Indian-like, Dunc rode with blithe disregard for his mount, putting the lathered animal up the hard incline at full gallop. Suddenly, from the great emptiness of the hills, a rifle barked sharply. The slug screamed over Dunc's head and he hauled hard on the reins, bringing the bay to a rearing stop. Quickly he cupped one hand to his mouth and sounded the mournful, sobbing bark of a coyote. Then he kicked the faltering bay and moved on, carefully.
Far above Dunc a man appeared on a limestone outcropping near the crest of the hill. He cradled a repeating Winchester in the crook of his arm and grinned as the rider came toward him.
“Goddamn it, Gabe!” Dunc Lester cried. “What're you tryin' to do, kill me?”
Gabe Tanis, a dish-faced, round-shouldered man in his early forties, shrugged off the boy's anger. “You know what Ike said. Nobody gets through this pass without he gives the signal.”
Dunc appeared disgusted. His family and the Tanises had farmed side by side almost as long as he could remember, and Gabe knew him like a brother. “Damn it, Gabe, have your eyes give out on you? Couldn't you see it was me?”
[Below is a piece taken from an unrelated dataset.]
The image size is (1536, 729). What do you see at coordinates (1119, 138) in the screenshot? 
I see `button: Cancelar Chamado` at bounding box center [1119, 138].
“Sure,” Tanis said mildly.
“Then why,” Dunc demanded, “did you try to burn the hair off my head with that rifle? You mad at me or somethin'?”
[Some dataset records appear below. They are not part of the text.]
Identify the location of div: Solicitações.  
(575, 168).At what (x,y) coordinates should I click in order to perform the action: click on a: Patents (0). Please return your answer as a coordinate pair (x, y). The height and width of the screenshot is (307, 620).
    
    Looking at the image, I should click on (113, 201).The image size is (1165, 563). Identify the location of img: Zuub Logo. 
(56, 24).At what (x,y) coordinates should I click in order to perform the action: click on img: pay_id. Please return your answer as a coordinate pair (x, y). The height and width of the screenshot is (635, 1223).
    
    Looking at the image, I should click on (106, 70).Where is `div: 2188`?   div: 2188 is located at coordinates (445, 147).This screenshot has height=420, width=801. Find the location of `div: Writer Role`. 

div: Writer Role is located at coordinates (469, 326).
“Nope,” Gabe drawled. “But you know when Ike or Cal says something...”
“All right!” Dunc groaned. A man who rode with the Brunners accepted the brothers' word as absolute law, and Dunc knew that he should have given the signal.
Gabe bit off a piece of twist tobacco and chewed thoughtfully. “You get over toward Talequah?” he asked finally.
Dunc began to cool off. He figured he might as well rest a minute and let the horse blow. “Not all the way,” he said. “But I've been to a hell of a bunch of places. I don't reckon the Brunners've changed their minds about robbin' the freight company, have they?”
“They ain't said nothing about it if they have.”
“Well,” Dunc said, “I guess they know what they're doin'. Spring of the year seems like a bad time to get the gang together, though. Johnson grass will take the crops before the boys can get back to the fields.”
Gabe shrugged. He didn't care much whether Johnson grass got the crops or not. He seemed to ponder something for a moment. “Did you go past the home place?” he asked finally.
“Came past there yesterday,” Dunc said. “Everybody's fine. Your wife was down with the croup last week, but she's up now.”
“Sarah Sue's tough,” Gabe said with faint pride. “Always was. How many of the boys you expect will be in on the freight-company raid?”
“Plenty.” Dunc decided that he was ready to travel again. Ike and Cal would be waiting to hear from him. He nodded to Gabe and kicked the bay back on the trace. As he was pulling out, he called over his shoulder. “And try not to kill anybody, will you? In case somebody forgets the signal!”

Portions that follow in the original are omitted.